Casey ignored it, stepped back out of the box, flicked a gnat off his bat.
“Strike one!" the umpire said.
Bottles and pillows flew and angry voices stirred the troubled air. The masses rose within the shadows of the stands, and maybe they’d have leapt the fences, had not Casey raised his hand. A charitable smile, a tip of the cap, a twirl of the great moustache. For the people, a pacifying gesture with a couple mighty fingers; for the umpire, an apologetic nod. And for McDuff: a strange sly smile and flick of the bat, as though to say . . . everything. McDuff read whole books into it, and knew he wasn’t far from wrong.
This is it, Case, said McDuff to himself. We’re here. And he fingered the rosin bag and wiped the sweat and pretended he gave a damn about the runners on second and third and stretched and lifted his left leg, then came down on it easily and offered Casey the sweetest, fattest, purest pitch he’d ever shown a man. Not even in batting practice had he ever given a hitter more to swing at.
Casey only smiled.
And the umpire said: “Strike two!"
The crowd let loose a terrible wrathful roar, and the umpire cowed as gunfire cracked and whined, and a great darkness rose up and all the faces fell in shadows, and even Gus had lost his smile, nor did he wink at McDuff.
But Casey drew himself up with a mighty intake of breath, turned on the crowd as fierce as a tiger, ordered the umpire to stand like a man, and then even, with the sudden hush that fell, the sun came out again. And Casey’s muscles rippled as he exercised the bat, and Casey’s teeth were clenched as he tugged upon his hat, and Casey’s brows were darkened as he gazed out on McDuff, and now the fun was done because Cascy’d had enough.
McDuff, on the other hand, hadn’t felt better all day.
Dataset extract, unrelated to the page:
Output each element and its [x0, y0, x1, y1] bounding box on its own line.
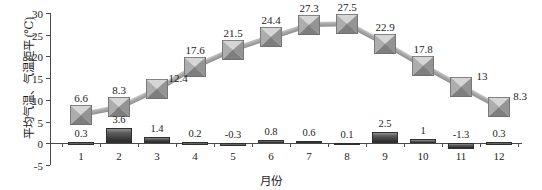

Now that the preliminaries were over, now that he’d done all he could do and it was on him, now that everybody else had got serious, McDuff suddenly found it was all just a gas and he couldn’t give a damn. You’re getting delirious, he cautioned himself, but his caution did no good.
He giggled furtively: there’s always something richly ludicrous about extremity, he decided. He stepped up on the rubber, went right into his stretch. Didn’t bother looking at second and third: irrelevant now. And it was so ironically simple: all he had to do was put it down the middle. With a lot of stuff, of course, but he had the stuff. He nearly laughed out loud. He reared back, kicking high with his left, then hurtled forward, sent the ball humming like a shot right down the middle.
Casey’s mighty cut split the air in two—WHEEEEP!—and when the vacuum filled, there was a terrible thunderclap, and some saw light, and some screamed, and rain fell on the world.
Casey, in the dirt, stared in openjawed wonderment at his bat.
Gus plucked the ball gingerly out of his mitt, fingered it unbelievingly.
Flynn and Blake stood as though forever rooted at third and second, static parts of a final fieldwide tableau.
And forget what Gus said. No one cheered McDuff in Mudville when he struck Casey out.
Rod Serling had already won two Emmy Awards when he turned to science fiction and fantasy with The Twilight Zone, but it is with that show that he is most closely linked and it won him another Emmy. Serling wrote ninety-two scripts for The Twilight Zone, and one of the most famous of those is "The Mighty Casey," which starts with one of the best known names in baseball literature and then inverts it to feature a pitcher for the Brooklyn Dodgers who struggles with his growing sense of humanity. Serling later rewrote the script as a short story and included it in his Stories from the Twilight Zone, and it is that short-story adaptation that is included here.